CNN host Don Lemon defended far-left Antifa protesters who hounded Sen. Ted Cruz from a restaurant Tuesday, on the basis that Cruz’s policies are allegedly “detrimental” to people.

During CNN’s Cuomo Prime Time, host Chris Cuomo played a video clip of Cruz being harassed and hounded while out with his wife at a restaurant in Washington D.C. and asked Don Lemon for his thoughts.

Protesters from the Antifa group “Smash Racism DC” surrounded Cruz and his wife Heidi, shouting “We believe survivors!”

“Cruz has been friends with creep Kavanaugh for 20 years. Now Cruz is on judiciary committee hearing his testimony. Fascists not welcome! #CancelKavanugh,” the group said in a tweet with the video clip.

Even Cruz’s opponent in the upcoming Senate race, Texas Democrat Beto O’Rourke, condemned the harassment.

“Not right that Senator Cruz and his wife Heidi were surrounded and forced to leave a restaurant last night because of protesters. The Cruz family should be treated with respect,” O’Rourke tweeted.

However, CNN’s Don Lemon had a different take, telling Chris Cuomo that although he doesn’t “like” the behavior, it’s “what [Cruz] signed up for.”

Lemon said:

It’s a tough one, Chris. Because, one, it’s survivors, right? Of sexual abuse. I’m one. As a person of color, I know that, especially during the Civil Rights movement, and now, sometimes the only agency you have is to protest, and to get in someone’s face. You don’t have any power when it comes to government and in society. I don’t like it, but it is one reason I’m not a public official, that I’m not running for office. In a way, I think it goes with the territory. I don’t like that they were blocking his wife, but, that’s what he signed up for. And as a strict Constitutionalist, which Ted Cruz is, he knows that it’s protected under the First Amendment. Again, I don’t like it, I wouldn’t want it to happen to me, I don’t like it happening to his wife. But he…that’s what he signed up for. That’s part of the deal.

It’s one thing to say that politicians are public servants and therefore people have the right to confront in public. However, the actions of some of these protesters clearly goes beyond simply voicing an opinion. The purpose of this protest was clearly to make Cruz feel not just unwelcome, but unsafe.

In a statement on Facebook accompanying the the video, Smash Racism DC wrote in part:

This is a message to Ted Cruz, Brett Kavanaugh, Donald Trump and the rest of the racist, sexist, transphobic, and homophobic right-wing scum: You are not safe. We will find you. We will expose you. We will take from you the peace you have taken from so many others.

“You are not safe. We will find you.”–this is what Lemon is saying Cruz “signed up for.”

Finally, when pushed more by Cuomo, Lemon said:

“I don’t like the idea that it happens to his wife, or if it happened to any family member, someone who did not run for office and became a public official. No, I would not like that–But if you run for office, and you propose policies that are detrimental to people, as Americans, you have the right to tell your public officials that you don’t like it. And if you’re in a space where you’re allowed to do that, then you can do it. Just think about…”

“That was a private restaurant, by the way,” Cuomo responded.

“A private restaurant, but just remember, it happened in the chamber when–President Obama was giving the first State of the Union. ‘You lie!’ Someone got in his face. Was it right to do it? No, but did he have the right to do it? Absolutely. So it does happen,” Lemon said, continuing, “It doesn’t mean that I like it, but I kind of think if you’re a public official, then you need to stand by what you say, and that’s part of the deal.”

Lemon’s answer reveals the real reason he’s shrugging off the harassment of Cruz–because he thinks Cruz’s policies are “detrimental to people.”

This kind of rhetoric from a major, supposedly down-the-middle TV network would be shocking, but CNN hosts have actually defended Antifa multiple times.

In August, Chris Cuomo said, “Two wrongs and what is right. The bigots are wrong to hit. Antifa or whomever — anarchists or malcontents or the misguided — they are also wrong to hit. But fighting hate is right. And in a clash between hate and those who oppose it, those who oppose it are on the side of right.”

Don Lemon himself said some questionable things about Antifa in the past, acknowledging that yes, the group is violent, but that “no organization’s perfect.”

Other CNN personalities have resorted to simply lying about about Antifa, like when CNN’s Jeffrey Toobin bizarrely and falsely claimed that Antifa is “widely perceived as an African-American organization.”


**WHAT TO DO:** Only one stretch of the data below is wanted: the lines from the one with "is (639, 301)." through the one with "Task: Click on the h5: Gateway", repeated exactly.

[Dataset entries]
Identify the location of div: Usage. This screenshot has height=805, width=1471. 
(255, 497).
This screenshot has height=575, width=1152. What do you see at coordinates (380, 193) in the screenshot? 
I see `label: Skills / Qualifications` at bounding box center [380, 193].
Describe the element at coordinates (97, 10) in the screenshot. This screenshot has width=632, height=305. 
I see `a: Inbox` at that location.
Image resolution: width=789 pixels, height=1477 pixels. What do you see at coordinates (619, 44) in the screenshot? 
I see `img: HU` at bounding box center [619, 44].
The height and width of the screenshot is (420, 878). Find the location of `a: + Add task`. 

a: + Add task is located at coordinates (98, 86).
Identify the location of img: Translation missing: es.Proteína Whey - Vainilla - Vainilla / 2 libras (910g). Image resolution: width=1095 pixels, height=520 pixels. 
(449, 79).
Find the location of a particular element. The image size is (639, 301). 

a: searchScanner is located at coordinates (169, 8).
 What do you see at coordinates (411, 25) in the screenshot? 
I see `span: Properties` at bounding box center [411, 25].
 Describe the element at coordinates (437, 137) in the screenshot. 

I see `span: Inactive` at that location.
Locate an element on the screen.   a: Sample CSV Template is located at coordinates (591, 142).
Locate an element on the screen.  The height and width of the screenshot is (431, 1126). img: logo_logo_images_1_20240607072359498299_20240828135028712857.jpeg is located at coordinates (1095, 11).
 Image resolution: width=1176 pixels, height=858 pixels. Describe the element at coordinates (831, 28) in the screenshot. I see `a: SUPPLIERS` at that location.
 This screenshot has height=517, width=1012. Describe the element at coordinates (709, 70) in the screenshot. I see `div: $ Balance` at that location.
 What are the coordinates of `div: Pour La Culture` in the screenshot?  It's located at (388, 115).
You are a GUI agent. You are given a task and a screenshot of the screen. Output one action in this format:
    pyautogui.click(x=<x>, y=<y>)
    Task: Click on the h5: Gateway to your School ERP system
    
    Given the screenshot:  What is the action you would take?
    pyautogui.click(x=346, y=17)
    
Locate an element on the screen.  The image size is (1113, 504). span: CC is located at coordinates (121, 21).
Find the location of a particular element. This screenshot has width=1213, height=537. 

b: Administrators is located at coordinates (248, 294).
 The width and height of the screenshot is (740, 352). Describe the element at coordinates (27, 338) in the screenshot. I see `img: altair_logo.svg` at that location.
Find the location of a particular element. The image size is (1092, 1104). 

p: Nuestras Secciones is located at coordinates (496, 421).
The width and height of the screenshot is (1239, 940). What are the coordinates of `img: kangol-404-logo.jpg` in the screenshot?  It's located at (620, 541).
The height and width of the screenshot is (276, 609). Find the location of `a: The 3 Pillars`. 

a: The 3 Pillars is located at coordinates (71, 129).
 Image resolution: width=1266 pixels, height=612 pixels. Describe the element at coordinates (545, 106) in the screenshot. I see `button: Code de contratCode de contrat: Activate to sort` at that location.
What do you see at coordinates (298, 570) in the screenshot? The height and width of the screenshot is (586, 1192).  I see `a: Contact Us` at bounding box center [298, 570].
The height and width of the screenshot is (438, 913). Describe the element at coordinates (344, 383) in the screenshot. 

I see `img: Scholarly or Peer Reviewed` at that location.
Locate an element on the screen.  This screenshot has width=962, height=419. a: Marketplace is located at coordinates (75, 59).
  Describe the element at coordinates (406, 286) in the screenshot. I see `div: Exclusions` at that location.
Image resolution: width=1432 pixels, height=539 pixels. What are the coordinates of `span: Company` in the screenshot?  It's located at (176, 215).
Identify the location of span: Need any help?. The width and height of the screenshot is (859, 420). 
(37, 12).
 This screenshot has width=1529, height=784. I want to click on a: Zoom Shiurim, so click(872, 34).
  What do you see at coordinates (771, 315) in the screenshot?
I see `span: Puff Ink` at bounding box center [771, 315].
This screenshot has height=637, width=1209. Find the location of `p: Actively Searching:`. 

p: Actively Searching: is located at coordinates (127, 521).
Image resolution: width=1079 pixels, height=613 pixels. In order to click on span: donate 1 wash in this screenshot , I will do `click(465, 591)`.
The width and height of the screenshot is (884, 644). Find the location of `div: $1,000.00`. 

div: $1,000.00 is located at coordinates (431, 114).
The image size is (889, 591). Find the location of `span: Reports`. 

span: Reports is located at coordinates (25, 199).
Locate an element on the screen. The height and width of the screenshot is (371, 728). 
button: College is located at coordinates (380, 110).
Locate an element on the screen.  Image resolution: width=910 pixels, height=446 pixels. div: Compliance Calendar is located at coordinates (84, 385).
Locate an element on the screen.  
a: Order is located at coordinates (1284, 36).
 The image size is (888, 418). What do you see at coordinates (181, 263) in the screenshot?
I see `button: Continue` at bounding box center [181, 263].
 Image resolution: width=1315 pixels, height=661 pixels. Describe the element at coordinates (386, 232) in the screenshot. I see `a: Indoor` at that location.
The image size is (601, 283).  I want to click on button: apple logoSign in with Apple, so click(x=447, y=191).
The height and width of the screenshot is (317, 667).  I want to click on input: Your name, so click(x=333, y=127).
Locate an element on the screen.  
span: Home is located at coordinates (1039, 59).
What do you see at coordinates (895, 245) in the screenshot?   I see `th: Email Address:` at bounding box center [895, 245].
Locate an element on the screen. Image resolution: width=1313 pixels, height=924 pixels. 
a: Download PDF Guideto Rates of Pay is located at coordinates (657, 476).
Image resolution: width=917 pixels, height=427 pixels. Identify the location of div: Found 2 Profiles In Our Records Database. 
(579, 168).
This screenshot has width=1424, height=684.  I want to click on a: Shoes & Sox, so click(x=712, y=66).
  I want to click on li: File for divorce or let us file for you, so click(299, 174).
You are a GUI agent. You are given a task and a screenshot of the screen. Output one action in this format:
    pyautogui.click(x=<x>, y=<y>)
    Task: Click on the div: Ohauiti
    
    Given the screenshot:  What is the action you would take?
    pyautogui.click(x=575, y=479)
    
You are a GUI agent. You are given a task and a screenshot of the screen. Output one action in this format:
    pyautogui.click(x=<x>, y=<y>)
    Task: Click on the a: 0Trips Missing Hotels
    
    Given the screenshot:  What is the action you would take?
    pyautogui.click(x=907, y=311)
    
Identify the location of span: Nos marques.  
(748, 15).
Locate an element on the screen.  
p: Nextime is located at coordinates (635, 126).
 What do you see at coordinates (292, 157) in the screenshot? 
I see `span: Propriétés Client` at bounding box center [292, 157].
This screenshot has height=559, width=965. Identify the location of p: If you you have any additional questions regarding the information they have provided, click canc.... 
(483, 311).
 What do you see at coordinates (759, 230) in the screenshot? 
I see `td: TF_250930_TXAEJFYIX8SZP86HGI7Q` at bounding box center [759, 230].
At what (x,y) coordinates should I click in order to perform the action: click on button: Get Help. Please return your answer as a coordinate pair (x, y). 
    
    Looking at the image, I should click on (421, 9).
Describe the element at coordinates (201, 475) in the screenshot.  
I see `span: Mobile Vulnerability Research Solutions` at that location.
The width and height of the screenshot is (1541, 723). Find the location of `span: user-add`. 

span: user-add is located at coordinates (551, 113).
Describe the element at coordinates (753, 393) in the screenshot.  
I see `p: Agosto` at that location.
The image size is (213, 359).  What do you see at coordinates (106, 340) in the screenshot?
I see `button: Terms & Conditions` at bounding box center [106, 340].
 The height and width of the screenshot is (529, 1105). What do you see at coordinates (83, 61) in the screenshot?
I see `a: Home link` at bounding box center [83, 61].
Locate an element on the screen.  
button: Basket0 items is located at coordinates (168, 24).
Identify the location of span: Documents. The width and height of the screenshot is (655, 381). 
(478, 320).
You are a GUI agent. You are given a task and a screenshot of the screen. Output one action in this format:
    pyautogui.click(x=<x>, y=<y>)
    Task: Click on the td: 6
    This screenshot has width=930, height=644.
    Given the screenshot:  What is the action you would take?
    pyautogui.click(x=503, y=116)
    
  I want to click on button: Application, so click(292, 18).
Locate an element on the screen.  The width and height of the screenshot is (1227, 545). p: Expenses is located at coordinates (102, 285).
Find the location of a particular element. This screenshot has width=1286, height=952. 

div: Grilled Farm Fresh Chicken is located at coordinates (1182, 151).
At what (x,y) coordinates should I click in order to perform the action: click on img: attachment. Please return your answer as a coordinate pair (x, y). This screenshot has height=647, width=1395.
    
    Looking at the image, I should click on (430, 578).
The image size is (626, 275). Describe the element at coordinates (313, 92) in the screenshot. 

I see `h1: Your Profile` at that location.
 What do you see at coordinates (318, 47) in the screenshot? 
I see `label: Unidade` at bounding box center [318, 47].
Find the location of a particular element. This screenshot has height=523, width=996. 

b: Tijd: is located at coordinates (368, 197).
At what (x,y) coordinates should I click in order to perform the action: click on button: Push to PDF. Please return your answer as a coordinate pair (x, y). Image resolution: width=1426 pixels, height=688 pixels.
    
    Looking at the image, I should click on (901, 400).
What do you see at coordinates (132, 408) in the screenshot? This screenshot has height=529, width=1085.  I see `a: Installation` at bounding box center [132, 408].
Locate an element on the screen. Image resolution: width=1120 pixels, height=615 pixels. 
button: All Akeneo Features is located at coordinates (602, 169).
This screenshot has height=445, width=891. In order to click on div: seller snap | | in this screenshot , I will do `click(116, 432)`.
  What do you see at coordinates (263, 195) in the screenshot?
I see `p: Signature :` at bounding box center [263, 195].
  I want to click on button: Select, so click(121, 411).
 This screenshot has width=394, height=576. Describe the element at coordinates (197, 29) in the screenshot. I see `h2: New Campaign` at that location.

**ANSWER BOX:**
Find the location of a particular element. The image size is (639, 301). 

a: searchScanner is located at coordinates (169, 8).
 What do you see at coordinates (411, 25) in the screenshot? 
I see `span: Properties` at bounding box center [411, 25].
 Describe the element at coordinates (437, 137) in the screenshot. 

I see `span: Inactive` at that location.
Locate an element on the screen.   a: Sample CSV Template is located at coordinates (591, 142).
Locate an element on the screen.  The height and width of the screenshot is (431, 1126). img: logo_logo_images_1_20240607072359498299_20240828135028712857.jpeg is located at coordinates (1095, 11).
 Image resolution: width=1176 pixels, height=858 pixels. Describe the element at coordinates (831, 28) in the screenshot. I see `a: SUPPLIERS` at that location.
 This screenshot has height=517, width=1012. Describe the element at coordinates (709, 70) in the screenshot. I see `div: $ Balance` at that location.
 What are the coordinates of `div: Pour La Culture` in the screenshot?  It's located at (388, 115).
You are a GUI agent. You are given a task and a screenshot of the screen. Output one action in this format:
    pyautogui.click(x=<x>, y=<y>)
    Task: Click on the h5: Gateway to your School ERP system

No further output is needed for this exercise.